Clive Barker is one of my favourite authors. He made his name with a spectacular, mutli-volume collection of short stories called the Books of Blood. One of the highlights is an atmospheric story called the Midnight Meat Train.


Barker is no stranger to film, he wrote and directed Hellraiser based on his own novella, so it was with great anticipation that I heard him recommend a new adaption of Meat Train. That was slightly knocked back when I found out that Vinnie Jones was to play the serial killer Mahogany. Still, I hoped... Hit the jump to read the result:


The film stars a pre-fame Bradley Cooper as a New York photographer who is determined to capture the dark side of the city in his work. He gets more than he bargained for when he happens across the aforementioned Mahogany, who stalks the city's tube trains late at night, butchering his prey like animals in an abattoir. As he investigates, he is drawn deeper into Mahogany's world, and finds that the murderer's victims are sacrifices to something dark living in the subways.


Cooper is good, as always, and he is backed up ably by Leslie Bibb – anyone else remember her from when she was in Popular? - who has since gone on to a series of blink-and-miss roles in everything from Iron Man to Confessions of a Shopaholic, and Brooke Shields in an absolutely WTF cameo. All are talented actors and deserve better than this mess.


For a start, the two lead characters' relationship is bizarre. What girlfriend would profess to love her bloke, but not mind him trawling the subways at 2 am, and be resolutely thrilled to find he has been threatened by muggers in the process?! The required sex scene is also worryingly forced, leaving them appearing not to be even remotely enjoying themselves. I think perhaps the director was trying to imply that he is being affected by the violence, but that really is guesswork.


The film is gory and violent, but the scenes, whilst lingering and sadistic, have no sense of tension at all. Jones is a one-trick pony at best and can't cut the mustard with the menace unless he's actually going to kick someone's teeth in. He should look like a darkly magical murderous beast, instead he looks like what he is, a football thug. Furthermore, the few “money shots” that aren't overly forced are still equally ruined by the overly smooth use of CGI. Nothing you are seeing looks remotely real, coming across more like a particularly bloodthirsty media student's final project.
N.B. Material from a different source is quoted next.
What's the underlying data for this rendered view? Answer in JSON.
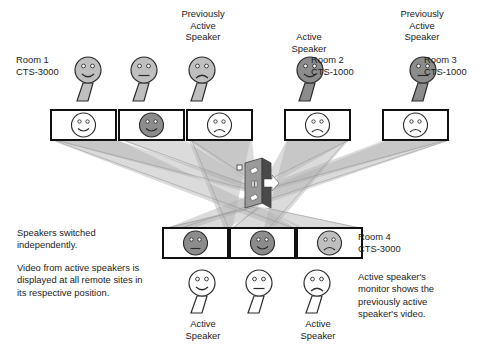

Beyond this, the film loses out in the time-old way that novels fail to be adapted adequately into films; all that is implied, hinted at, or subtly touched upon in the story, is lain out for all to see in the film, cheapening it. Everything else in the film is then mere padding. Where the film sticks to the source material, it fails to crank up the cheese factor to entertaining levels, something the Saw franchise did perfectly; elsewhere, it reduces or misses the point of what occurs in Barker's piece and fails to pick up on the high-brow scares.


Ultimately, there's nothing here to recommend. I can't even give it the accolade of being bad. Clive Barker: Genius, but rubbish taste in films.